On Aug 26, 2009, at 1:17 AM, Monteiro Jean-Louis wrote:

The JAR specification isn't clear and AFAIK does not define if the main class must use "." instead of "/".

But, since jdk 5, Classloader seems to explicitly check if the name contains a "/". Here is an interesting link http://bugs.sun.com/bugdatabase/view_bug.do?bug_id=4986512

Even if it's definitely an error from the jar provider, you are sometimes required to use old jars (< jdk 5) with this kind of format. Since last release (3.1.1) David has changed app client deployment rules and OpenEJB doesn't fail anymore if a NoClassDefFoundError occurs without an application-client.xml descriptor.

May be we can provide a warn if an app client module contains a bad Main-Class format and try to replace "/" by "."

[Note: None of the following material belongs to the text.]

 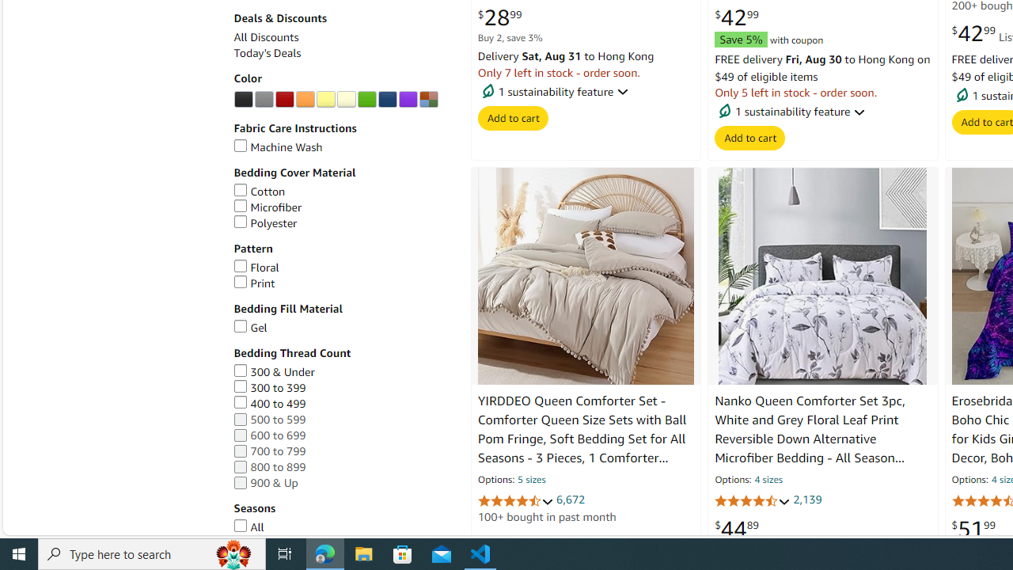 What do you see at coordinates (752, 500) in the screenshot?
I see `4.4 out of 5 stars` at bounding box center [752, 500].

We should definitely do a "/" to "." conversion before trying the class name if it this is the case -- we probably can do that the first time around as slashes aren't legal class names anyway.

I forget how the warning logic goes for bad app client classes. I think the logic is that an error or validation failure is issued for a bad Main-Class if you have a META-INF/application-client.xml file as then we know for sure your jar is an app client. If it doesn't have a META-INF/application-client.xml then we log on debug if we can't load the Main-Class. Should be that if it isn't -- seems like a nice middle ground anyway.